* Your assignment
Set down exactly the lines of the records from the top to the line containing "The height and width of the screenshot is (1600, 758)."; include both.

Provided entries: Begin

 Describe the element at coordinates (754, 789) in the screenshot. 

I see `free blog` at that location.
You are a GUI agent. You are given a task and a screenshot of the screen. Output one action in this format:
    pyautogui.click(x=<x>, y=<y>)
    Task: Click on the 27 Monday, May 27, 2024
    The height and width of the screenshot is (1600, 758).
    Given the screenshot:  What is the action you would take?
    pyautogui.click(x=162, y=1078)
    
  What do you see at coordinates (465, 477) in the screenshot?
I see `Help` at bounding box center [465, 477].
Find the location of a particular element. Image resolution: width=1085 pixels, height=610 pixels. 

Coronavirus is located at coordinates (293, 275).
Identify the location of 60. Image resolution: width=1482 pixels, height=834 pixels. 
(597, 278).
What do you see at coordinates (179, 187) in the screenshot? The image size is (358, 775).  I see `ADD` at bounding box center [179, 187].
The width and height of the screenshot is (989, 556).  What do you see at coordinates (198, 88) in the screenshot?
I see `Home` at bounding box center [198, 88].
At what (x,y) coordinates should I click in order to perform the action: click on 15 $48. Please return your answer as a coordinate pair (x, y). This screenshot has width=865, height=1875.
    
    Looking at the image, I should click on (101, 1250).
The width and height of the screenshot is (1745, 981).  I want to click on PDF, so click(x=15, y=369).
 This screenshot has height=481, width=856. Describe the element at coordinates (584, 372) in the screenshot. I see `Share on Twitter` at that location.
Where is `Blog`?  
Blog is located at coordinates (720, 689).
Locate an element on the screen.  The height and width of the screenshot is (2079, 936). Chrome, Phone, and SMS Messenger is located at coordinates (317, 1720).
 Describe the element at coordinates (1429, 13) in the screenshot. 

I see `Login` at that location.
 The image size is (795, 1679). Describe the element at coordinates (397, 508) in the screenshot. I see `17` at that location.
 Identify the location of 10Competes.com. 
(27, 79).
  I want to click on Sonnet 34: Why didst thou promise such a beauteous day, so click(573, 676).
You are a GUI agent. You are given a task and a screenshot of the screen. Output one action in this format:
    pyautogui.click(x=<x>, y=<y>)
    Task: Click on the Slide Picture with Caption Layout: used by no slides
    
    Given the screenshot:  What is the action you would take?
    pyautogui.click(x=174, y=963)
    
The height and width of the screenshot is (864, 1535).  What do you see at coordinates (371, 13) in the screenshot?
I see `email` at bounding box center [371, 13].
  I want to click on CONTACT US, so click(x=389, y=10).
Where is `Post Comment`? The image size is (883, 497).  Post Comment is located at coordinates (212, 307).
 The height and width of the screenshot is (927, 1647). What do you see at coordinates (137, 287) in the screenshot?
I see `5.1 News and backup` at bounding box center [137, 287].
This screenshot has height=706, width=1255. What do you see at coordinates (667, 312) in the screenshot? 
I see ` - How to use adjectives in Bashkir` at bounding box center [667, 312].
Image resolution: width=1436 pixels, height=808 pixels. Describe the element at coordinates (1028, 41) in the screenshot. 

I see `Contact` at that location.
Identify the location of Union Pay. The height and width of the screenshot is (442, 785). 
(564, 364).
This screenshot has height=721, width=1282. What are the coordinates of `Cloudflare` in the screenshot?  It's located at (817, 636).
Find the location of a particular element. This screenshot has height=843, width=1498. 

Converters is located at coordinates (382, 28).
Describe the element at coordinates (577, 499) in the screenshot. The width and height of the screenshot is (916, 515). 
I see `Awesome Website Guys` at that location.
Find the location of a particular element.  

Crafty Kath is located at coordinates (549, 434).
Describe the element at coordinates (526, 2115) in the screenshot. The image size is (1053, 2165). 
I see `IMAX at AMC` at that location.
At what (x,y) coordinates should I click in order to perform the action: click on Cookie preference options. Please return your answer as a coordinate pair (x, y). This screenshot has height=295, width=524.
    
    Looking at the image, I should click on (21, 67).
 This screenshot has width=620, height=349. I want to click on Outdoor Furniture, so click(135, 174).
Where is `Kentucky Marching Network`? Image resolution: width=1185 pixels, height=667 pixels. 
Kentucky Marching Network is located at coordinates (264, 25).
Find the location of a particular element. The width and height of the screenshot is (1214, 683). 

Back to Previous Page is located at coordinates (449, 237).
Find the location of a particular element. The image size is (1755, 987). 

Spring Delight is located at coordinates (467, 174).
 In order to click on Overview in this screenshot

Provided entries: End

* Result
 Describe the element at coordinates (754, 789) in the screenshot. 

I see `free blog` at that location.
You are a GUI agent. You are given a task and a screenshot of the screen. Output one action in this format:
    pyautogui.click(x=<x>, y=<y>)
    Task: Click on the 27 Monday, May 27, 2024
    The height and width of the screenshot is (1600, 758).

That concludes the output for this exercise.